EarthLink Sues To Bust Two "Spam Rings"

Just three months after it helped put one of the nation's more notorious spammers all but out of business, EarthLink is going after what it calls a pair of "spam rings" operated from Alabama and British Columbia. 

The Internet service provider said August 27 the two "rings," involving as many as 100 individuals, flooded their network with about 250 million spam messages, according to Reuters. Earthlink sued in federal court to compel a number of telephone companies, Web domain sellers, and others to provide information related to the two alleged rings, which EarthLink said cost them about $5 million in manpower and bandwidth waste, according to Reuters. 

In early May, EarthLink won a $16.4 million award against the "Buffalo Spammer," Howard Carmack, who was arrested officially a week later and charged with identity theft, in a scheme involving Carmack's using fake Internet accounts to send out over 825 million spam messages since March 2002.

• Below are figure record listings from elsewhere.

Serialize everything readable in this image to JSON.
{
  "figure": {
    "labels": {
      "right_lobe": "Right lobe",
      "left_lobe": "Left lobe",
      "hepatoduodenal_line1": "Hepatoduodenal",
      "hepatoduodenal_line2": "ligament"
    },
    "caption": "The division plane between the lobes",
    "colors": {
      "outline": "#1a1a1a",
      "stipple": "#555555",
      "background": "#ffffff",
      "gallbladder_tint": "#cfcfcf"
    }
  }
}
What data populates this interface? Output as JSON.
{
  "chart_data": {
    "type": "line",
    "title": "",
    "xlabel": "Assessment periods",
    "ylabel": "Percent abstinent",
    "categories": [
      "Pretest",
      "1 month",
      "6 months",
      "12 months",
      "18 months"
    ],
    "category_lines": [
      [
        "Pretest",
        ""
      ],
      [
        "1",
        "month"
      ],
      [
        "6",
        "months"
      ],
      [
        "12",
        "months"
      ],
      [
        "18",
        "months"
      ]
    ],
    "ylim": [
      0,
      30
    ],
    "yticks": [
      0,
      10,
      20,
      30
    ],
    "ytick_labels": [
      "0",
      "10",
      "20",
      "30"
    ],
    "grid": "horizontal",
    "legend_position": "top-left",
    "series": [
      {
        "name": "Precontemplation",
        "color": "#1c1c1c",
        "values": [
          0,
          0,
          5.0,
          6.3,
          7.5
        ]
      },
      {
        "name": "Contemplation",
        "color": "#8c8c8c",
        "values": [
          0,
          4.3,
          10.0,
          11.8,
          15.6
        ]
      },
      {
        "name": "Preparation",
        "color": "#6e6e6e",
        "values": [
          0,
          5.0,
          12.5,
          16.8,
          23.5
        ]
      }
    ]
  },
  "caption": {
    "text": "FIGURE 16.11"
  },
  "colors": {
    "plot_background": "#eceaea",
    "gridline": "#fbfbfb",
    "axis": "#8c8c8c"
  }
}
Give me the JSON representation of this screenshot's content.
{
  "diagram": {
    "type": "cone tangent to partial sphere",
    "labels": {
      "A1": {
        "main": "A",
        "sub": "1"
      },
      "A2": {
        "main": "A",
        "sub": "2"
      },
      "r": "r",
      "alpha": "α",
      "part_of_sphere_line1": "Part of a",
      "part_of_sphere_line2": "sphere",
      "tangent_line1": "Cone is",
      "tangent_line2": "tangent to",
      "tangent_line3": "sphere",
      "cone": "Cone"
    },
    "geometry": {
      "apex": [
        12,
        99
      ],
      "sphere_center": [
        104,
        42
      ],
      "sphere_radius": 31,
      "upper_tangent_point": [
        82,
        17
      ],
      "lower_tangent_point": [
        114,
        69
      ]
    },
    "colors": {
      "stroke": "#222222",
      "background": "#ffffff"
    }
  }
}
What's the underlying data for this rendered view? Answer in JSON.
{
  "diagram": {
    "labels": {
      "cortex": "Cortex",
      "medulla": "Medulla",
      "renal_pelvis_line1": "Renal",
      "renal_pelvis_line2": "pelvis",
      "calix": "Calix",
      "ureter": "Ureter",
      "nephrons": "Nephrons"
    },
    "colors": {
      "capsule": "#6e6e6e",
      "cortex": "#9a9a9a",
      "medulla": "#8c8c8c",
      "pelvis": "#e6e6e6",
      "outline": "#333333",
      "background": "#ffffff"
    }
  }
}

The rings EarthLink say are involved in the current action are said to hide behind a number of fake Websites and e-mail accounts bought with stolen credit-card numbers, including one group who pushed herbal Viagra, dating services, and do-it-yourself spam kits from numerous dialup EarthLink accounts around Birmingham, Alabama, Reuters said. This group paid their bills with the stolen credit accounts and bank account numbers while building themselves a shield of fake names, addresses, and companies, the wire service added.

The British Columbia group is accused of doing likewise, using stolen credit numbers to make fake EarthLink accounts and then trick Internet users into giving up their credit numbers, passwords, and other personal information by posing as an ISP which lost account information, Reuters said.